Delegitimizing Rural Public Health Departments: How Decaying Local News Ecologies, Misinformation, and Radicalization Undermine Community Storytelling Networks
Nikki Usher
The ANNALS of the American Academy of Political and Social Science, 2023, vol. 707, issue 1, 90-108
Abstract:
This article considers the public communication challenges that health officials in rural America faced during the COVID-19 pandemic. I analyze the role that public health officials played in communicating news and information about the pandemic in 29 rural counties in Illinois. These officials were challenged by a diminished reporting capacity among local media outlets, and by a political radicalization of local Republicans, who no longer regarded local media as trusted nodes in local storytelling networks. I find that while public health officials can help fill a community’s critical information needs about risk and emergency, the public’s take-up of this information depends on sociocultural and political forces that shape the broader communication context.
Keywords: COVID-19; public health; local news; communication infrastructure theory; misinformation; Facebook (search for similar items in EconPapers)
Date: 2023
References: View references in EconPapers View complete reference list from CitEc
Citations: View citations in EconPapers (3)
Downloads: (external link)
https://journals.sagepub.com/doi/10.1177/00027162231215655 (text/html)
Related works:
This item may be available elsewhere in EconPapers: Search for items with the same title.
Export reference: BibTeX
RIS (EndNote, ProCite, RefMan)
HTML/Text
Persistent link: https://EconPapers.repec.org/RePEc:sae:anname:v:707:y:2023:i:1:p:90-108
DOI: 10.1177/00027162231215655
Access Statistics for this article
More articles in The ANNALS of the American Academy of Political and Social Science
Bibliographic data for series maintained by SAGE Publications ().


Task item
Down to the last line, restate the records below word for word, dropping every image.

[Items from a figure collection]
——

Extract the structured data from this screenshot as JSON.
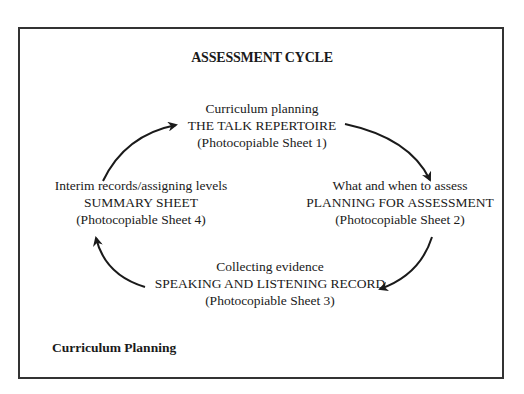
{
  "title": "ASSESSMENT CYCLE",
  "nodes": {
    "top": {
      "caption": "Curriculum planning",
      "name": "THE TALK REPERTOIRE",
      "sheet": "(Photocopiable Sheet 1)"
    },
    "right": {
      "caption": "What and when to assess",
      "name": "PLANNING FOR ASSESSMENT",
      "sheet": "(Photocopiable Sheet 2)"
    },
    "bottom": {
      "caption": "Collecting evidence",
      "name": "SPEAKING AND LISTENING RECORD",
      "sheet": "(Photocopiable Sheet 3)"
    },
    "left": {
      "caption": "Interim records/assigning levels",
      "name": "SUMMARY SHEET",
      "sheet": "(Photocopiable Sheet 4)"
    }
  },
  "footer": "Curriculum Planning",
  "colors": {
    "border": "#333333",
    "text": "#1a1a1a",
    "arrow": "#1a1a1a"
  }
}
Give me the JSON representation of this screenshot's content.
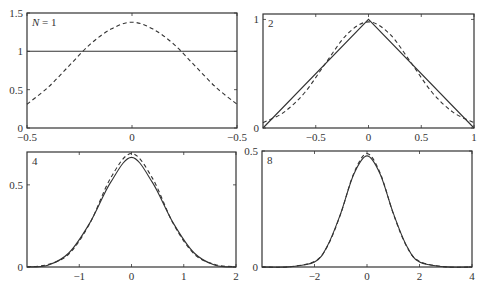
{
  "figure": {
    "line_color": "#333333"
  },
  "chart_data": [
    {
      "type": "line",
      "panel_label": "N = 1",
      "N": 1,
      "xlim": [
        -0.5,
        0.5
      ],
      "ylim": [
        0,
        1.5
      ],
      "xticks": [
        -0.5,
        0,
        0.5
      ],
      "xtick_labels": [
        "-0.5",
        "0",
        "-0.5"
      ],
      "yticks": [
        0,
        0.5,
        1,
        1.5
      ],
      "ytick_labels": [
        "0",
        "0.5",
        "1",
        "1.5"
      ],
      "grid": false,
      "series": [
        {
          "name": "sum of uniforms",
          "style": "solid",
          "x": [
            -0.5,
            -0.25,
            0,
            0.25,
            0.5
          ],
          "y": [
            1,
            1,
            1,
            1,
            1
          ]
        },
        {
          "name": "gaussian",
          "style": "dashed",
          "x": [
            -0.5,
            -0.4,
            -0.3,
            -0.2,
            -0.1,
            0,
            0.1,
            0.2,
            0.3,
            0.4,
            0.5
          ],
          "y": [
            0.31,
            0.53,
            0.81,
            1.09,
            1.29,
            1.38,
            1.29,
            1.09,
            0.81,
            0.53,
            0.31
          ]
        }
      ]
    },
    {
      "type": "line",
      "panel_label": "2",
      "N": 2,
      "xlim": [
        -1,
        1
      ],
      "ylim": [
        0,
        1.05
      ],
      "xticks": [
        -0.5,
        0,
        0.5,
        1
      ],
      "xtick_labels": [
        "-0.5",
        "0",
        "0.5",
        "1"
      ],
      "yticks": [
        0,
        1
      ],
      "ytick_labels": [
        "0",
        "1"
      ],
      "grid": false,
      "series": [
        {
          "name": "sum of uniforms",
          "style": "solid",
          "x": [
            -1,
            0,
            1
          ],
          "y": [
            0,
            1,
            0
          ]
        },
        {
          "name": "gaussian",
          "style": "dashed",
          "x": [
            -1,
            -0.8,
            -0.6,
            -0.4,
            -0.2,
            0,
            0.2,
            0.4,
            0.6,
            0.8,
            1
          ],
          "y": [
            0.049,
            0.146,
            0.332,
            0.606,
            0.867,
            0.977,
            0.867,
            0.606,
            0.332,
            0.146,
            0.049
          ]
        }
      ]
    },
    {
      "type": "line",
      "panel_label": "4",
      "N": 4,
      "xlim": [
        -2,
        2
      ],
      "ylim": [
        0,
        0.7
      ],
      "xticks": [
        -1,
        0,
        1,
        2
      ],
      "xtick_labels": [
        "-1",
        "0",
        "1",
        "2"
      ],
      "yticks": [
        0,
        0.5
      ],
      "ytick_labels": [
        "0",
        "0.5"
      ],
      "grid": false,
      "series": [
        {
          "name": "sum of uniforms",
          "style": "solid",
          "x": [
            -2,
            -1.6,
            -1.2,
            -0.8,
            -0.4,
            0,
            0.4,
            0.8,
            1.2,
            1.6,
            2
          ],
          "y": [
            0,
            0.011,
            0.085,
            0.267,
            0.515,
            0.667,
            0.515,
            0.267,
            0.085,
            0.011,
            0
          ]
        },
        {
          "name": "gaussian",
          "style": "dashed",
          "x": [
            -2,
            -1.6,
            -1.2,
            -0.8,
            -0.4,
            0,
            0.4,
            0.8,
            1.2,
            1.6,
            2
          ],
          "y": [
            0.0017,
            0.015,
            0.079,
            0.264,
            0.541,
            0.691,
            0.541,
            0.264,
            0.079,
            0.015,
            0.0017
          ]
        }
      ]
    },
    {
      "type": "line",
      "panel_label": "8",
      "N": 8,
      "xlim": [
        -4,
        4
      ],
      "ylim": [
        0,
        0.5
      ],
      "xticks": [
        -2,
        0,
        2,
        4
      ],
      "xtick_labels": [
        "-2",
        "0",
        "2",
        "4"
      ],
      "yticks": [
        0,
        0.5
      ],
      "ytick_labels": [
        "0",
        "0.5"
      ],
      "grid": false,
      "series": [
        {
          "name": "sum of uniforms",
          "style": "solid",
          "x": [
            -4,
            -3,
            -2,
            -1.5,
            -1,
            -0.5,
            0,
            0.5,
            1,
            1.5,
            2,
            3,
            4
          ],
          "y": [
            0,
            0.0006,
            0.021,
            0.093,
            0.232,
            0.401,
            0.479,
            0.401,
            0.232,
            0.093,
            0.021,
            0.0006,
            0
          ]
        },
        {
          "name": "gaussian",
          "style": "dashed",
          "x": [
            -4,
            -3,
            -2,
            -1.5,
            -1,
            -0.5,
            0,
            0.5,
            1,
            1.5,
            2,
            3,
            4
          ],
          "y": [
            0,
            0.0006,
            0.024,
            0.091,
            0.23,
            0.405,
            0.489,
            0.405,
            0.23,
            0.091,
            0.024,
            0.0006,
            0
          ]
        }
      ]
    }
  ]
}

——

Solved exercise
Extract the structured data from this screenshot as JSON.
{
  "title": "ASSESSMENT CYCLE",
  "nodes": {
    "top": {
      "caption": "Curriculum planning",
      "name": "THE TALK REPERTOIRE",
      "sheet": "(Photocopiable Sheet 1)"
    },
    "right": {
      "caption": "What and when to assess",
      "name": "PLANNING FOR ASSESSMENT",
      "sheet": "(Photocopiable Sheet 2)"
    },
    "bottom": {
      "caption": "Collecting evidence",
      "name": "SPEAKING AND LISTENING RECORD",
      "sheet": "(Photocopiable Sheet 3)"
    },
    "left": {
      "caption": "Interim records/assigning levels",
      "name": "SUMMARY SHEET",
      "sheet": "(Photocopiable Sheet 4)"
    }
  },
  "footer": "Curriculum Planning",
  "colors": {
    "border": "#333333",
    "text": "#1a1a1a",
    "arrow": "#1a1a1a"
  }
}
Give me the JSON representation of this screenshot's content.
{
  "figure": {
    "line_color": "#333333"
  },
  "chart_data": [
    {
      "type": "line",
      "panel_label": "N = 1",
      "N": 1,
      "xlim": [
        -0.5,
        0.5
      ],
      "ylim": [
        0,
        1.5
      ],
      "xticks": [
        -0.5,
        0,
        0.5
      ],
      "xtick_labels": [
        "-0.5",
        "0",
        "-0.5"
      ],
      "yticks": [
        0,
        0.5,
        1,
        1.5
      ],
      "ytick_labels": [
        "0",
        "0.5",
        "1",
        "1.5"
      ],
      "grid": false,
      "series": [
        {
          "name": "sum of uniforms",
          "style": "solid",
          "x": [
            -0.5,
            -0.25,
            0,
            0.25,
            0.5
          ],
          "y": [
            1,
            1,
            1,
            1,
            1
          ]
        },
        {
          "name": "gaussian",
          "style": "dashed",
          "x": [
            -0.5,
            -0.4,
            -0.3,
            -0.2,
            -0.1,
            0,
            0.1,
            0.2,
            0.3,
            0.4,
            0.5
          ],
          "y": [
            0.31,
            0.53,
            0.81,
            1.09,
            1.29,
            1.38,
            1.29,
            1.09,
            0.81,
            0.53,
            0.31
          ]
        }
      ]
    },
    {
      "type": "line",
      "panel_label": "2",
      "N": 2,
      "xlim": [
        -1,
        1
      ],
      "ylim": [
        0,
        1.05
      ],
      "xticks": [
        -0.5,
        0,
        0.5,
        1
      ],
      "xtick_labels": [
        "-0.5",
        "0",
        "0.5",
        "1"
      ],
      "yticks": [
        0,
        1
      ],
      "ytick_labels": [
        "0",
        "1"
      ],
      "grid": false,
      "series": [
        {
          "name": "sum of uniforms",
          "style": "solid",
          "x": [
            -1,
            0,
            1
          ],
          "y": [
            0,
            1,
            0
          ]
        },
        {
          "name": "gaussian",
          "style": "dashed",
          "x": [
            -1,
            -0.8,
            -0.6,
            -0.4,
            -0.2,
            0,
            0.2,
            0.4,
            0.6,
            0.8,
            1
          ],
          "y": [
            0.049,
            0.146,
            0.332,
            0.606,
            0.867,
            0.977,
            0.867,
            0.606,
            0.332,
            0.146,
            0.049
          ]
        }
      ]
    },
    {
      "type": "line",
      "panel_label": "4",
      "N": 4,
      "xlim": [
        -2,
        2
      ],
      "ylim": [
        0,
        0.7
      ],
      "xticks": [
        -1,
        0,
        1,
        2
      ],
      "xtick_labels": [
        "-1",
        "0",
        "1",
        "2"
      ],
      "yticks": [
        0,
        0.5
      ],
      "ytick_labels": [
        "0",
        "0.5"
      ],
      "grid": false,
      "series": [
        {
          "name": "sum of uniforms",
          "style": "solid",
          "x": [
            -2,
            -1.6,
            -1.2,
            -0.8,
            -0.4,
            0,
            0.4,
            0.8,
            1.2,
            1.6,
            2
          ],
          "y": [
            0,
            0.011,
            0.085,
            0.267,
            0.515,
            0.667,
            0.515,
            0.267,
            0.085,
            0.011,
            0
          ]
        },
        {
          "name": "gaussian",
          "style": "dashed",
          "x": [
            -2,
            -1.6,
            -1.2,
            -0.8,
            -0.4,
            0,
            0.4,
            0.8,
            1.2,
            1.6,
            2
          ],
          "y": [
            0.0017,
            0.015,
            0.079,
            0.264,
            0.541,
            0.691,
            0.541,
            0.264,
            0.079,
            0.015,
            0.0017
          ]
        }
      ]
    },
    {
      "type": "line",
      "panel_label": "8",
      "N": 8,
      "xlim": [
        -4,
        4
      ],
      "ylim": [
        0,
        0.5
      ],
      "xticks": [
        -2,
        0,
        2,
        4
      ],
      "xtick_labels": [
        "-2",
        "0",
        "2",
        "4"
      ],
      "yticks": [
        0,
        0.5
      ],
      "ytick_labels": [
        "0",
        "0.5"
      ],
      "grid": false,
      "series": [
        {
          "name": "sum of uniforms",
          "style": "solid",
          "x": [
            -4,
            -3,
            -2,
            -1.5,
            -1,
            -0.5,
            0,
            0.5,
            1,
            1.5,
            2,
            3,
            4
          ],
          "y": [
            0,
            0.0006,
            0.021,
            0.093,
            0.232,
            0.401,
            0.479,
            0.401,
            0.232,
            0.093,
            0.021,
            0.0006,
            0
          ]
        },
        {
          "name": "gaussian",
          "style": "dashed",
          "x": [
            -4,
            -3,
            -2,
            -1.5,
            -1,
            -0.5,
            0,
            0.5,
            1,
            1.5,
            2,
            3,
            4
          ],
          "y": [
            0,
            0.0006,
            0.024,
            0.091,
            0.23,
            0.405,
            0.489,
            0.405,
            0.23,
            0.091,
            0.024,
            0.0006,
            0
          ]
        }
      ]
    }
  ]
}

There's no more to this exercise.